The bigger you build in strategy games, the more divorced you become from the ground-level human drama. In the opening turns of Civilization 6, Age of Empires, and Cities Skylines 2, you feel a connection to every citizen - each decision has a measurable effect on a knowable, empathetic number of people. By the closing stages, however, you don't really care. More buildings. More units. More land. Combining the space-age style of Starfield with the automation and colony-sim mechanics of Factorio, The Crust is a new Steam strategy game that tries to remain identifiably human. If you like the people-management tension of Frostpunk, this could be for you.

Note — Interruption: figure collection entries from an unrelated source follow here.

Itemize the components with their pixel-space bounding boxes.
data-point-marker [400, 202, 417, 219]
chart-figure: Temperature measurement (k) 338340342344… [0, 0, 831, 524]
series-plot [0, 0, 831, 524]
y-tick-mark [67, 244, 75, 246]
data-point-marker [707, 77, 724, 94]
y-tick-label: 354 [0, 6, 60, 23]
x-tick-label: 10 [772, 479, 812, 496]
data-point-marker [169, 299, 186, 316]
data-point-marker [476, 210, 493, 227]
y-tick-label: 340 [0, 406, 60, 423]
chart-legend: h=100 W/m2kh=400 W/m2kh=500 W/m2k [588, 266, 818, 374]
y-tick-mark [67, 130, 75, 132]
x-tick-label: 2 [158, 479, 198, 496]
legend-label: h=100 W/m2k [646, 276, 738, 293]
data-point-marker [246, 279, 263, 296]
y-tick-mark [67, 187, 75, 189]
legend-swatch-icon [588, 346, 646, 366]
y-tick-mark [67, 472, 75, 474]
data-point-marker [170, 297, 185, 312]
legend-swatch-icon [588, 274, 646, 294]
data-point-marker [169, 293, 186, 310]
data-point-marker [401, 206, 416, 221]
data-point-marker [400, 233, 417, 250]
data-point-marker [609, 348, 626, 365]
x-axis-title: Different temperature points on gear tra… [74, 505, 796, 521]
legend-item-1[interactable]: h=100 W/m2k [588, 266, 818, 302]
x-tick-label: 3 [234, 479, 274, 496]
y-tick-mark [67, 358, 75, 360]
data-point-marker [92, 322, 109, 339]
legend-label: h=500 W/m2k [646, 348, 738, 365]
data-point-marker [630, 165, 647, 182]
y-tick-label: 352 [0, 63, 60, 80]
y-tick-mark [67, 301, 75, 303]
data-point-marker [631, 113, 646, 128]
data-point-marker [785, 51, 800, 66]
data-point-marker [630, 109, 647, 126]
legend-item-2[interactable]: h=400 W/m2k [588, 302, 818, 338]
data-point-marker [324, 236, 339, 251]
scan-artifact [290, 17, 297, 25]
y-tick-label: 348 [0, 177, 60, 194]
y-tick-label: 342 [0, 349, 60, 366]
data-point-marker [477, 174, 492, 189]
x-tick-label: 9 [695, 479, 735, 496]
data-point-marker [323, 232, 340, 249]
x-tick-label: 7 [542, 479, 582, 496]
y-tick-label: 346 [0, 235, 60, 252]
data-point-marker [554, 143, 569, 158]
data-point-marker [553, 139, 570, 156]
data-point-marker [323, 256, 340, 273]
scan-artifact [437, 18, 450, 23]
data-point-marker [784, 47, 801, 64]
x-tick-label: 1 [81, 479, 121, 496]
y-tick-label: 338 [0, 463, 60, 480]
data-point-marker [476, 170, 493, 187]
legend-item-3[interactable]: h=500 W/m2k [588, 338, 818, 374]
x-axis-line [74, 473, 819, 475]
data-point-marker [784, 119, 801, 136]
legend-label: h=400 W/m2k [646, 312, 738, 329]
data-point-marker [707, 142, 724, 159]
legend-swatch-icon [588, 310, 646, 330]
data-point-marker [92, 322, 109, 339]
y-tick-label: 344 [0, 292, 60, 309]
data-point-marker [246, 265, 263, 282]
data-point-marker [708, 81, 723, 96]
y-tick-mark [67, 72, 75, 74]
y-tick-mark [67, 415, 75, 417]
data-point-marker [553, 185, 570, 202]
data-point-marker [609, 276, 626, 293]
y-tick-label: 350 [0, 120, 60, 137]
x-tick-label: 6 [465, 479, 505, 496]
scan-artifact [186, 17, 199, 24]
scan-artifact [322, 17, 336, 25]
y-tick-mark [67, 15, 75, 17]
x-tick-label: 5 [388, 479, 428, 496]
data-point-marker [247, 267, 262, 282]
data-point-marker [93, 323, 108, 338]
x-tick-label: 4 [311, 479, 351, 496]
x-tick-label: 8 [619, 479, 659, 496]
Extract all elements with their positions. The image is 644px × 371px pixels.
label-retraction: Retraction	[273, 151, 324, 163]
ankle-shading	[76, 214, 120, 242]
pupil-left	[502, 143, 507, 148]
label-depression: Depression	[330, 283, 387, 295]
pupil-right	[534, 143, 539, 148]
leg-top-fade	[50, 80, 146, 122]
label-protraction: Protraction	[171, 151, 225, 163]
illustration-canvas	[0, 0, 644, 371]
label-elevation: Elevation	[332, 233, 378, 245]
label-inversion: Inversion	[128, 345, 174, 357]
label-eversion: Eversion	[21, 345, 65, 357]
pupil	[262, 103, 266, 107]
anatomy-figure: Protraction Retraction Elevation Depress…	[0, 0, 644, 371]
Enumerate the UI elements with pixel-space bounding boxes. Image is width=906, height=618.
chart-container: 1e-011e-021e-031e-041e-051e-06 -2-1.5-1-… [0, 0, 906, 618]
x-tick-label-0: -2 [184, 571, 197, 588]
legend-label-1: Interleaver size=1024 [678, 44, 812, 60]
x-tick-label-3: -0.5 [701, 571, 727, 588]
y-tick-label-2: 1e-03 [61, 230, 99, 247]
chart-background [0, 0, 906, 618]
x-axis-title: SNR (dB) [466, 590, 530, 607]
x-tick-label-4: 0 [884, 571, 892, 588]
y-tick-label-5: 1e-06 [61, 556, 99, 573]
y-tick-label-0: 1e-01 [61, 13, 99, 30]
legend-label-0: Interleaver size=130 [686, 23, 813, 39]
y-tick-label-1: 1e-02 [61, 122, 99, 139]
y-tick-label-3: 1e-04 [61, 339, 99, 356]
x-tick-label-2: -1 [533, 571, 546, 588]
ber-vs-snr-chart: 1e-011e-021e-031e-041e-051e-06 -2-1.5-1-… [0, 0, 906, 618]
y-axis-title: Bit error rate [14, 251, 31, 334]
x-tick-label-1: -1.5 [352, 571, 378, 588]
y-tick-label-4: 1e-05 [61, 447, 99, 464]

In many ways, The Crust feels similar to a variety of its strategy game peers. Humanity has expanded its various mining and colonization efforts to the Moon. As the commander of the lunar base, your job is to extract resources, use them to create evermore efficient machines, and cut trade deals with various corporations back on Earth. The further you go, the slicker and more automated the whole process becomes. If Factorio and Satisfactory gave you a thing for conveyor belts, The Crust will feel like home.
But there are two things that set it apart. First, The Crust is localized entirely to the Moon. This isn't a grand strategy game where you expand ever outward, earning more and more stuff but gradually losing touch with your base of operations. It's small scale. You forge a relationship with your little mining operation, and the objective is to take a vertical slice of the greater colonization project and make it your own.
Also, there's a human drama. In some automation games, it's just you and the machines - your only companions are robots, and your goal is to build more of them and make them increasingly productive and advanced. Not so in The Crust. You have a human staff and you need to monitor, cater for, and safeguard their needs. Similarly, there are multiple factions and corporate rivals with whom you can choose to side. Do you want to be ethical and financially precarious or evil and rich?
Available on Steam today, Monday July 15, if you want an alternative to the likes of RimWorld and Cities 2, The Crust is definitely worth a try. You can get it here.
Otherwise, you might want some of the best 4X games, or maybe the best management games available on PC.